Live Review: Nick Mulvey - Union Chapel, London 18/06/2025

Nick Mulvey charms the Union Chapel.

Opening for Nick Mulvey at the beautifully serene Union Chapel, the ever-jovial Jerub delights the crowd with his new single ‘Hold My Breath’, which was released on Friday. Baring his soul both in his lyrics and to the crowd in his candid commentary between songs, he describes how the track is inspired by the feeling of “Holding onto something in your life that doesn’t make you feel good anymore”. His lyrics show a maturity that almost feels beyond his 24 years as he sings: ‘Are you still searching for the love you never knew? Are you still hurting when it's time to let it go?’. Playing a hugely heartfelt set, he has quite a following in the audience tonight who are clearly wooed by his powerful tunes.
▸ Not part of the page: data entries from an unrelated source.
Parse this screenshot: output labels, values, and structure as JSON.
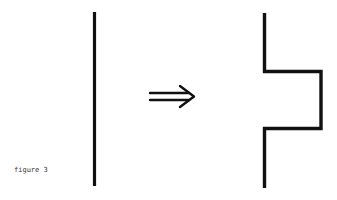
{
  "figure": {
    "caption": "figure 3",
    "arrow_glyph": "⇒",
    "colors": {
      "stroke": "#111111",
      "background": "#ffffff"
    },
    "left_shape": "straight vertical line",
    "right_shape": "vertical line with rectangular bump to the right"
  }
}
After performing at the Kings coronation concert in 2023 the Nottingham based singer continues to be on the up.

Entering the stage to huge excitement from the crowd, Cambridge based folk favourite Nick Mulvey kicks off the set with the rousing ‘River To The Real’, the poignant lines ‘I don’t care what they say, I gave my guns away’ seemingly speaking to the sentiment of not having defensive negative people around you, and learning to ignore it. The soul-searching poetry of the words: ‘Know, do we know how/ how could this go / And how good it could be?’ feels like it strikes a chord with the many couples in the crowd tonight.



On this second of his two sold out nights at Islington’s Union Chapel, this tour marks the release of his latest album ‘Dark Harvest Pt. 1’ earlier this month. As Mulvey described himself in February earlier this year: “For me Dark Harvest Part 1 tracks the descent and grief that hit me in the last three years, during the losses and challenges I faced. Often brutal, these years have tenderised me, as I know they have others. Making this music carried me through. Dark Harvest is the first fruits after a deep winter, songs that tell of a new creation and a clarified faith.  Back when I was at the hardest point, when I was on my knees, a friend said to me, “There will be a ‘dark harvest’ to all of this Nick, there will be treasure from these struggles”. And she was right.”

Addressing the crowd, Nick nostalgically says: “This one goes way back to 2014, as he introduces the exquisitely evocative ‘Cucurucu’, which has the captivated audience passionately singing along to every word. On the gloriously upbeat Irish folk tinged ‘Holy Days’, the jauntier change of pace displays Mulvey’s natural ability to write a song with a heavy subject matter but sound simultaneously joyful, as the high pitched, melodic instrumentals juxtapose the bitter sweet lyrics describing tears and yearning for someone.

‘Dark Harvest’ sounds wonderfully apt in this celestial set with Mulvey’s almost ethereal wooing vocals that opens the song, combined with the romanticism of the line ‘I want to kiss you in the shadows’ evoking a real atmosphere.



Telling a truly compelling story behind the inspiration of ‘Nothing Lasts Forever’, he describes how when he was really struggling he used to go and stay at his friend’s Uru’s outhouse on the sofa. One day when he was staying there, his friend said: “There’s a carpenter coming called Lee to do some work on the kitchen cabinets”. Mulvey said when the carpenter turned up, “I was just sitting there crying, writing a song with my guitar, in a glorious snotty flood of emotion, and Lee stooped, put down his tools, looked at him and said: “Are you ok? Woman is it?” and I said “Yeah”, and Lee passed and simply said: “Nothing Lasts Forever”. Both making the crowd roar with laughter and pause in silence to reflect on his story, he sings the song with an immense energy that matches his natural charisma.

A storming three song encore is rounded off with ‘Fever To The Form’, the opening verse ‘So whether music or madness/ Live by one of the two/ By one of the two’ epitomising the songwriting genius of Nick Mulvey, and leaving the crowd utterly compelled by his glorious performance.